This new artwork presents two slightly different views of the same cosmic event seen as if through a bifocal lens.

As with all my work, there is are metaphysical and personal development implications. The mystically inclined among us may see an illustration of “As Above, So Below”. Or perhaps this will remind you that when you are faced with a problem, it may help to change your point of view. Circumstances won’t change, but things will look different and the open way may be apparent.

Parallax is an effect where the position of something appears to shift when viewed from different positions. You experience parallax when you look first with one eye and then the other eye. What you are looking at appears to move a bit because your point of view has changed.

Astronomers use this phenomenon to calculate the distance to nearby stars. They first make an observation when the earth is on one side of its orbit around the sun and wait six months until the earth is on the other side of its orbit and make another observation. Measuring how much the star has shifted against the background of visible objects and performing a bit of mathematical wizardry, the astronomers can accurately figure out how far away that star is. Objects that don’t appear to shift position are much further away. (I can verify that my keyboard appears to shift, but the distant Blue Ridge Mountains do not.)

The astronomers can get a variety of pictures to inform their suspicions about what’s going on out there by applying various optical filters and computer algorithms to their observations. These are like a window to physics happening that we cannot observe with our own senses. Add to that the knowledge that what the astronomers observe may have happened millions or billions of years ago and there is no reason to accept those beautiful astronomical pictures that inspire such awe as an objectively true reflection of the reality we live in now.

Yet those pictures are clearly relevant. They provide access into another, otherwise imperceptible, dimension. Or put another way, an aspect or extension of our reality that we cannot directly observe.

This artwork is also a parallax view, providing entry into realms beyond our mundane experience.

Parallax View #1 is the latest in my series of works made on a computer by fusing and digitally manipulating images of my paintings with astronomical photographs. It is available as a fine art print.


## Requirement
The lines below must be transcribed exactly as given, with the images removed.

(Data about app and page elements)
○ ○ ○ ○ ○ ○ ○

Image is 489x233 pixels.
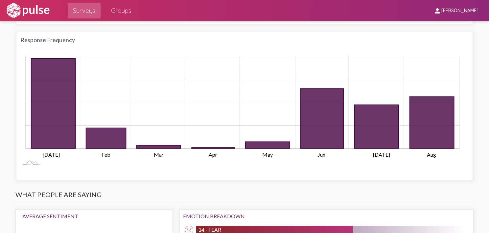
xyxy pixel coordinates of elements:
[20,36,468,43] div: Response Frequency
[31,58,454,148] g: Responses
[428,4,483,16] button: [PERSON_NAME]
[318,151,325,157] tspan: Jun
[111,5,131,16] span: Groups
[209,151,217,157] tspan: Apr
[22,212,166,219] div: Average Sentiment
[5,2,51,19] img: white-logo.svg
[427,151,436,157] tspan: Aug
[154,151,164,157] tspan: Mar
[441,8,478,14] span: [PERSON_NAME]
[24,56,459,158] g: Chart
[42,151,59,157] tspan: [DATE]
[106,3,137,18] a: Groups
[198,226,221,232] span: 14 - Fear
[433,7,441,15] mat-icon: person
[262,151,273,157] tspan: May
[68,3,100,18] a: Surveys
[73,5,95,16] span: Surveys
[183,212,470,219] div: Emotion Breakdown
[101,151,110,157] tspan: Feb
[373,151,390,157] tspan: [DATE]
[15,190,473,202] h3: What people are saying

○ ○ ○ ○ ○ ○ ○

## Answer for this exercise
Image is 489x233 pixels.
xyxy pixel coordinates of elements:
[20,36,468,43] div: Response Frequency
[31,58,454,148] g: Responses
[428,4,483,16] button: [PERSON_NAME]
[318,151,325,157] tspan: Jun
[111,5,131,16] span: Groups
[209,151,217,157] tspan: Apr
[22,212,166,219] div: Average Sentiment
[5,2,51,19] img: white-logo.svg
[427,151,436,157] tspan: Aug
[154,151,164,157] tspan: Mar
[441,8,478,14] span: [PERSON_NAME]
[24,56,459,158] g: Chart
[42,151,59,157] tspan: [DATE]
[106,3,137,18] a: Groups
[198,226,221,232] span: 14 - Fear
[433,7,441,15] mat-icon: person
[262,151,273,157] tspan: May
[68,3,100,18] a: Surveys
[73,5,95,16] span: Surveys
[183,212,470,219] div: Emotion Breakdown
[101,151,110,157] tspan: Feb
[373,151,390,157] tspan: [DATE]
[15,190,473,202] h3: What people are saying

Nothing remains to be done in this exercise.